SC agrees to hear plea over reservation of seats for kids of Armed Forces personnel
SC agrees to hear plea over reservation of seats for kids of Armed Forces personnel
New Delhi, The Supreme Court on Friday agreed to hear a plea against an order upholding the reservation of one per cent seats in medical courses for children of ex-servicemen and Armed Forces personnel.

A bench of Justices B R Gavai and Augustine George Masih said, "By way of ad interim order, the position as was existing prior to the dismissal of the writ petitions before the High Court shall continue to operate, until further orders."
The bench issued notice and sought responses from the state of Telangana, Centre and others on the plea within four weeks.
The petitioners challenged the Telangana High Court order on the ground that the benefit of reservation of one per cent seats was confined only to the children of personnel of Army, Navy and Air Force and it excluded the wards of Central Armed Police Force personnel.
The high court passed the order on two petitions challenging the constitutionality of the provisions of the Andhra Pradesh/Telangana Unaided Non-minority Professional Institutions Rules, 2007, and the Telangana Medical and Dental Colleges Admission Rules, 2017.
One of the pleas in the high court was filed by a petitioner, whose father had rendered services in the Border Security Force .
The petitioner had appeared in the National Eligibility cum Entrance Test 2024.
The plea before the high court said that BSF, Central Industrial Security Force, Central Reserve Police Force, Indo-Tibetan Border Police and Sashastra Seema Bal were part of the CF.
It said the rules confining the benefit of reservation of one per cent seats to children of the personnel of the Army, Navy and Air Force were "discriminatory and bad in law".
"The interesting conundrum in the instant case is whether the petitioners/children of BSF personnel are sailing in the same boat. In other words, whether the children of CF personnel can be treated at par with the children of Army, Navy and Air Force," the high court said.
Admittedly, the high court said, the personnel engaged by the Army, Navy and Air Force were governed by different set of Acts/Rules and their service conditions were different than the service conditions of CF personnel.
The high court said "no doubt" in certain courses in the state of Telangana, the government apart from the children of the Army, Navy and Air Force personnel, provided reservation to the children of CF personnel as well.
However, it added, "Merely because in some courses reservation is extended to both categories, neither equality between the two is established nor any enforceable right is created in favour of the present petitioners."
While dismissing the pleas, the high court held the rules not to be unconstitutional or infringing the equality clause enshrined in Article 14 of the Constitution.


» **Required action**
This task calls for copying each line below that contains "axis".

» **Task data**
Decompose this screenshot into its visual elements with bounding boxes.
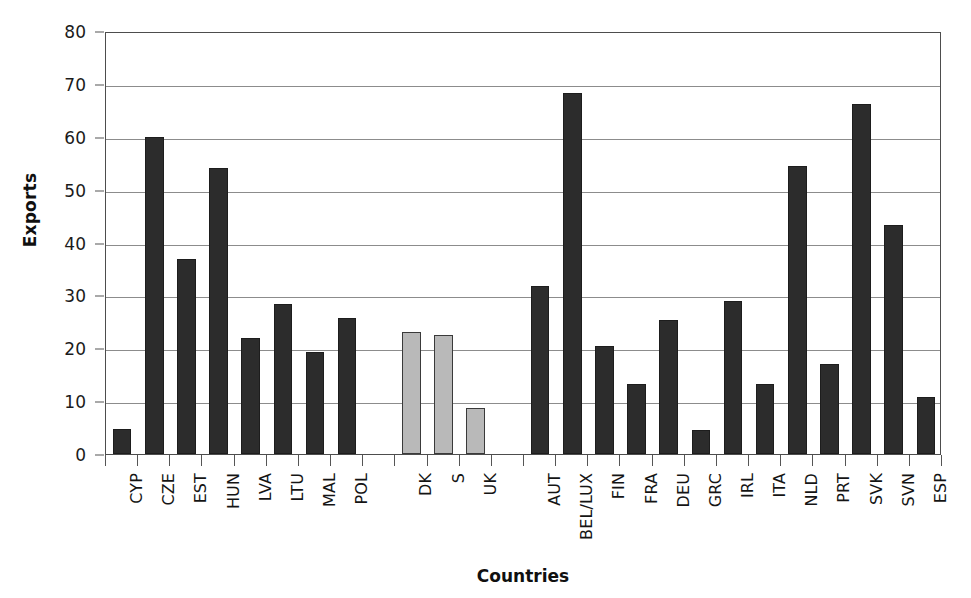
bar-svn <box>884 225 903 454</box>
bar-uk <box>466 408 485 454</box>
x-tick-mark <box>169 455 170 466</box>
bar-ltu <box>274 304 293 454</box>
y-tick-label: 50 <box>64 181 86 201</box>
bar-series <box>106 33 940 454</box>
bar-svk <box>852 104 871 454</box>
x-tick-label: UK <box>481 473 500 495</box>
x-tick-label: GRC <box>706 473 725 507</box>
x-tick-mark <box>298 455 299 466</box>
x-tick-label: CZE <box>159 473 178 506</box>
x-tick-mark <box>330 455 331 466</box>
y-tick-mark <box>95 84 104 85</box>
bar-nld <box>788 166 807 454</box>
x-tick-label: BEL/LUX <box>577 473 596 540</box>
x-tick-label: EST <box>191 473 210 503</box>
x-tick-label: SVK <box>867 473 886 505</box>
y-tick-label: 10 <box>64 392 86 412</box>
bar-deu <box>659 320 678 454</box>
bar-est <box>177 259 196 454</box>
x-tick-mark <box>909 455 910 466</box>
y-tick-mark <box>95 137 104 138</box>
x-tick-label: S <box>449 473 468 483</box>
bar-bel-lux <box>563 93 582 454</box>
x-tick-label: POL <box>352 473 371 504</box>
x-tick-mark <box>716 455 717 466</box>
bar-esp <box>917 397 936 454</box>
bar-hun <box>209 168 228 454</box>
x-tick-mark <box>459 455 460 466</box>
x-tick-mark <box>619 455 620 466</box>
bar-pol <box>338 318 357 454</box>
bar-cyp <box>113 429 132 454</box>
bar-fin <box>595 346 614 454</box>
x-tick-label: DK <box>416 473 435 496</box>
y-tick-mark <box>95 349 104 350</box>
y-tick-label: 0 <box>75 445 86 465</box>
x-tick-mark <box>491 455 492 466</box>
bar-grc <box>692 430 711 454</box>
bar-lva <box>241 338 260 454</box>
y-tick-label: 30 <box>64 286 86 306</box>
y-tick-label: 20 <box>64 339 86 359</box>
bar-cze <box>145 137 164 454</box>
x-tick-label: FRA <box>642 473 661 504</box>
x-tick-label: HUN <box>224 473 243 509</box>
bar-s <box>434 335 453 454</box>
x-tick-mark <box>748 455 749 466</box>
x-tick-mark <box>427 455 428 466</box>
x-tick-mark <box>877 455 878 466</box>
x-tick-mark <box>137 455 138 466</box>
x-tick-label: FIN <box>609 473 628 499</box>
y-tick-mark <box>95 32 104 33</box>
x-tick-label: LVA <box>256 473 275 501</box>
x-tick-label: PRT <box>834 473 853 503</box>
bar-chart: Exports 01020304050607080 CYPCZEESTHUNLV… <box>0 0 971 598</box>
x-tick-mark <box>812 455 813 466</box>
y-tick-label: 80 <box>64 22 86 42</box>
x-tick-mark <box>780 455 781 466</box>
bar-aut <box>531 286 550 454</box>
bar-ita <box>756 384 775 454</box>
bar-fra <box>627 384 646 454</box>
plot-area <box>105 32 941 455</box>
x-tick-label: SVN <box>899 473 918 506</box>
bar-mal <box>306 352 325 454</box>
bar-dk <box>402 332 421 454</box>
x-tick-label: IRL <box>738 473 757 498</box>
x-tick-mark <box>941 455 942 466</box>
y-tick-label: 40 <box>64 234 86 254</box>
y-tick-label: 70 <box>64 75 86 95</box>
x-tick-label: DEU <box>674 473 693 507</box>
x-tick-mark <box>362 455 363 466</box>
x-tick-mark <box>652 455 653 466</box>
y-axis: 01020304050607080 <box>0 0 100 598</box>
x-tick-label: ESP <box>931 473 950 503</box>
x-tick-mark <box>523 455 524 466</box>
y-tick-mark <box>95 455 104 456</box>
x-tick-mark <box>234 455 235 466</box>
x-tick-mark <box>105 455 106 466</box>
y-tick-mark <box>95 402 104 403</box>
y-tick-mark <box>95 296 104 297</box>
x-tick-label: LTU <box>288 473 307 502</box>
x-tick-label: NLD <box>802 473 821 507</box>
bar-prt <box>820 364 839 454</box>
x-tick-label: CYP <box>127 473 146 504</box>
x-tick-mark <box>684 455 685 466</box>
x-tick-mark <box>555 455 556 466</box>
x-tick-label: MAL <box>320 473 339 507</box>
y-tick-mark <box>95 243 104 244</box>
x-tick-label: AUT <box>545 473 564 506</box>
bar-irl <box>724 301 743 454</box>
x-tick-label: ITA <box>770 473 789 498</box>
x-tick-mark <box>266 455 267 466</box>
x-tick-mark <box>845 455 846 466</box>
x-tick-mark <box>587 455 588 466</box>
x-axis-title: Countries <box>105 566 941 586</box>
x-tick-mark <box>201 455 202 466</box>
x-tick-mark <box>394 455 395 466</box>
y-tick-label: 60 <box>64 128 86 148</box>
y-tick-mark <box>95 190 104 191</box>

» **Output of the task**
y-axis: 01020304050607080 <box>0 0 100 598</box>
x-axis-title: Countries <box>105 566 941 586</box>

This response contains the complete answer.